You may recall that, a few weeks ago, Russell Brand appeared on MSNBC’s Morning Joe program, and when the journalists sitting at the table began rudely calling him by the wrong name and/or referring to him in the third person, Brand flipped a switch and absolutely destroyed them in a way that makes even those of us with little use for Russell Brand appreciate and respect him. In an op-ed for The Guardian, Brand finally explained why he acted the way he did in the face of the crew’s rudeness.
It got off to a bad start from the very beginning, he writes.
When I landed in my chair, on camera, and was introduced to the show’s hosts – a typical trident of blonde, brunette and affable chump – it became clear that, in spite of the show’s stated left-leaning inclination, the frequency they were actually broadcasting was the shrill, white noise of dumb current affairs.
He continued, describing what happend to those seemingly nice people once the camera light came on:
One of the things that’s surprising when you go on telly a lot is that often the on-camera “talent” (yuck!) are perfectly amiable when you chat to them normally, but when the red light goes on they immediately transform into shark-eyed Stepford berks talking in a cadence you encounter nowhere else but TV-land – a meter that implies simultaneously carefree whimsy and stifled hysteria.

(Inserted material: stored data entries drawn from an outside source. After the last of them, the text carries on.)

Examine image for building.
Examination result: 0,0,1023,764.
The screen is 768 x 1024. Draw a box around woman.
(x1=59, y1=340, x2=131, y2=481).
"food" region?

In describing why the interview went viral, Brand gets philosophical on our asses:
It’s the unreal, sustained glitch in naturalism that makes this genre of TV disturbing to either watch or be on. The Lynchian subjugation of our humanity; warmth and humour, usurped by a sterile, pastel-coloured steel blade benignly thrust again and again into a grey brain.

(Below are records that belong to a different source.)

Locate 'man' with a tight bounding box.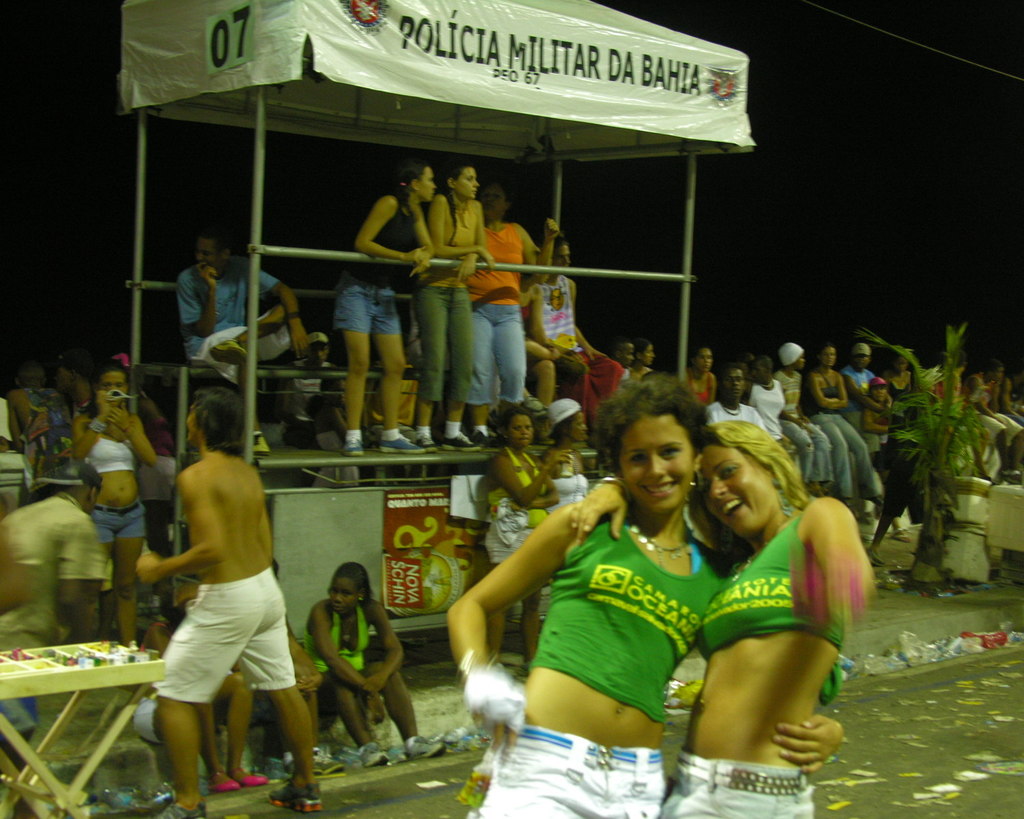
(839, 342, 898, 466).
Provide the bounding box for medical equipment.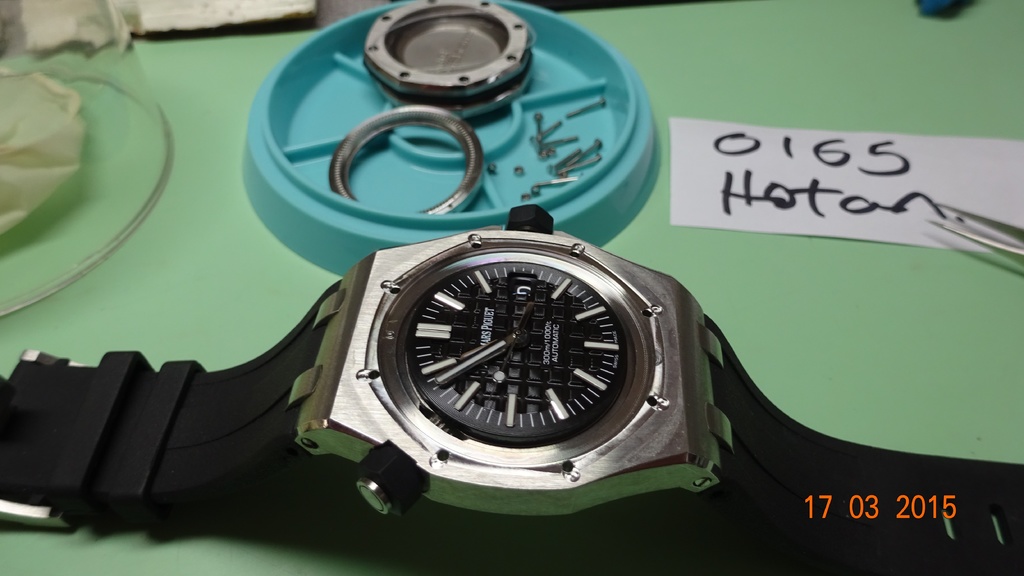
select_region(932, 201, 1023, 260).
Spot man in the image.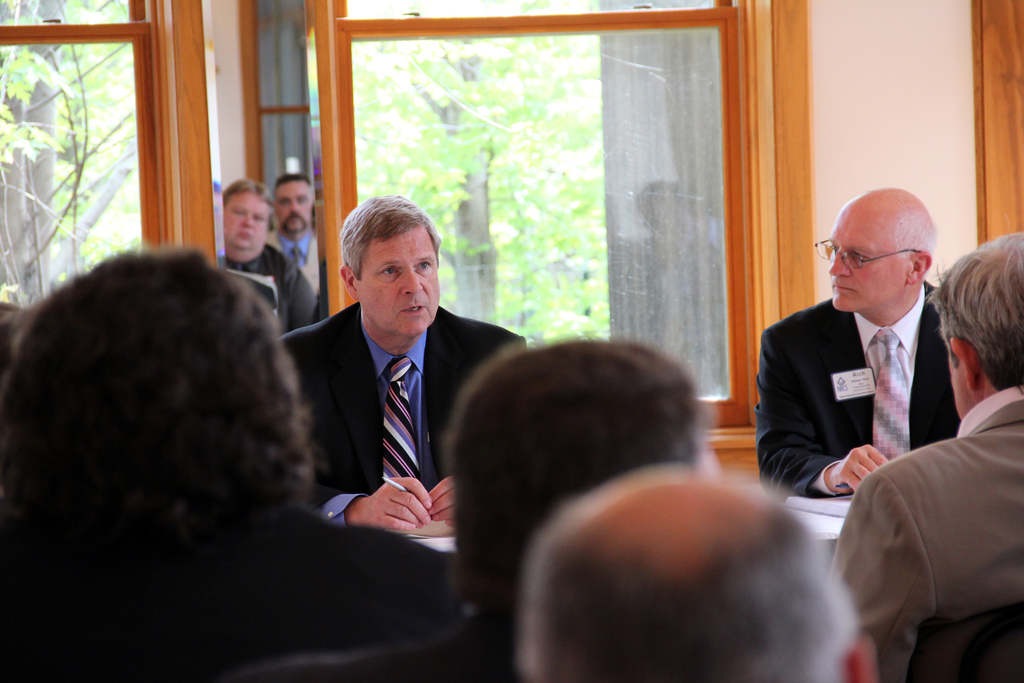
man found at box(749, 185, 973, 504).
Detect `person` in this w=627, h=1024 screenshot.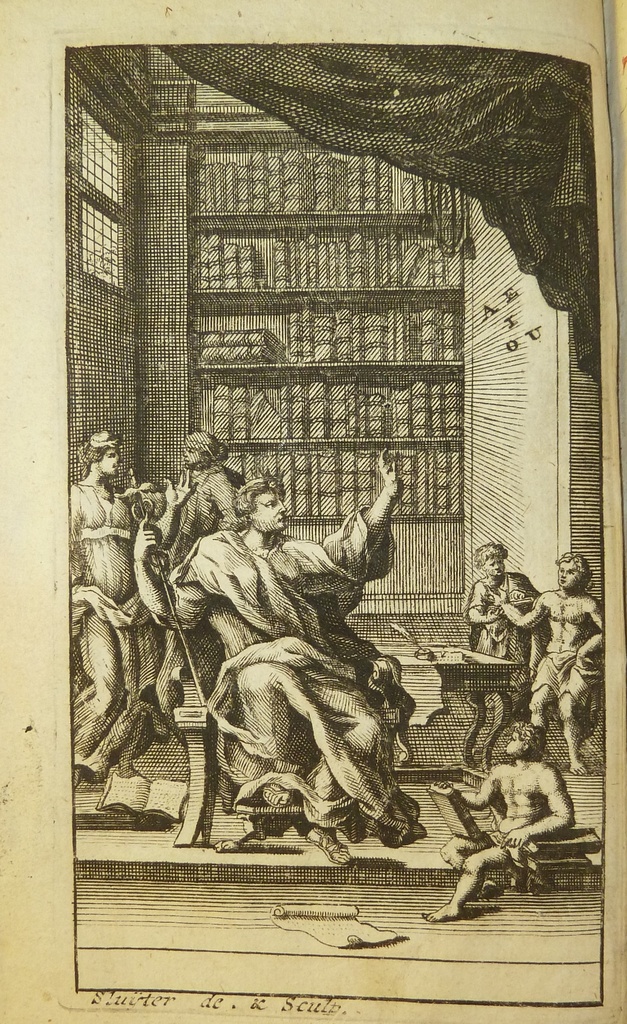
Detection: BBox(421, 723, 578, 919).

The rest of the piece is fascinating, too, mostly in describing how politicians on both sides of the pond ascend into powerful positions, not because of intelligence or policy necessarily, but because they are media friendly, better able to hide their true faces. It’s another one of those times — and it’s not the first — where Russell Brand’s own true identity comes out in print better than it does in his movie or television roles, where he mostly plays a drunken twit.